In this paper, we propose the Data Flow Interface (DFI) as a way to make it easier for data-processing systems to exploit high-speed networks without the need to deal with the complexity of RDMA. By lifting the level of abstraction, DFI factors out much of the complexity of network communication and makes it easier for developers to declaratively express how data should be efficiently routed to accomplish a given distributed data processing task. As we show in our experiment, DFI is able to support a wide variety of data-centric applications with high performance at a low complexity for the applications.

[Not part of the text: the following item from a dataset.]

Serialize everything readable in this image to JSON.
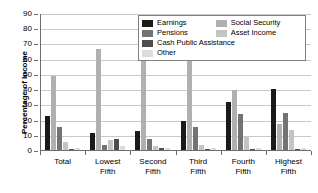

Link: https://doi.org/10.1145/3448016.3452816
The DFI repository includes another repository (rdma-manager) as a submodule. Therefore, after cloning the repository run:
git submodule init
git submodule update
RDMA capable NIC (tested with ConnectX-5)
Mellanox OFED (tested with 5.1)
Protobuf (tested with 3.10.1)
ZeroMQ (tested with 4.2.5-1)
GNU Make (tested with 4.1)
CMake (tested with 3.10)
Examples can be found in the src/gtest/examples/
folder.
Simple example of a shuffle flow:
//Registry and node setup
RegistryServer registry;
DFI_Node node1(5400);
DFI_Node node2(5401);
//Flow initialization
std::string flow_name = "Shuffle-example";
size_t source_count = 1;
std::vector<target_t> targets{{1,1}, {2,2}}; // target id 1 --> node1 && target id 2 --> node 2
DFI_Schema schema({{"key", TypeId::INT},{"value", TypeId::INT}});
DFI_Shuffle_flow_init(flow_name, source_count, targets, schema, 0);
//Flow execution
DFI_Shuffle_flow_source source(flow_name);
DFI_Shuffle_flow_target target1(flow_name, 1);
DFI_Shuffle_flow_target target2(flow_name, 2);
std::pair<int, int> data;
data = {3,10};
source.push(&data);
data = {8,20};
source.push(&data);
source.close();
dfi::Tuple tuple1;
target1.consume(tuple1);
dfi::Tuple tuple2;
target2.consume(tuple2);
std::cout << "Target 1 got tuple (" << tuple1.getAs<int>("key") << "," << tuple1.getAs<int>("value") << ")" << std::endl;
std::cout << "Target 2 got tuple (" << tuple2.getAs<int>("key") << "," << tuple2.getAs<int>("value") << ")" << std::endl;
Examples of distributed use cases can be found in src/use-cases/
Use the distributed experiment runner for easily running use-cases: https://github.com/mjasny/distexprunner
DFI can optionally be installed, however for development git submodule is recommended.
Install the shared library after compilation with 'make install'.
By default, files are installed at /usr/local/.
This can by changed by setting CMAKE_INSTALL_PREFIX when running cmake.
Usage:
When compiling external code that uses DFI, link it with -ldfi.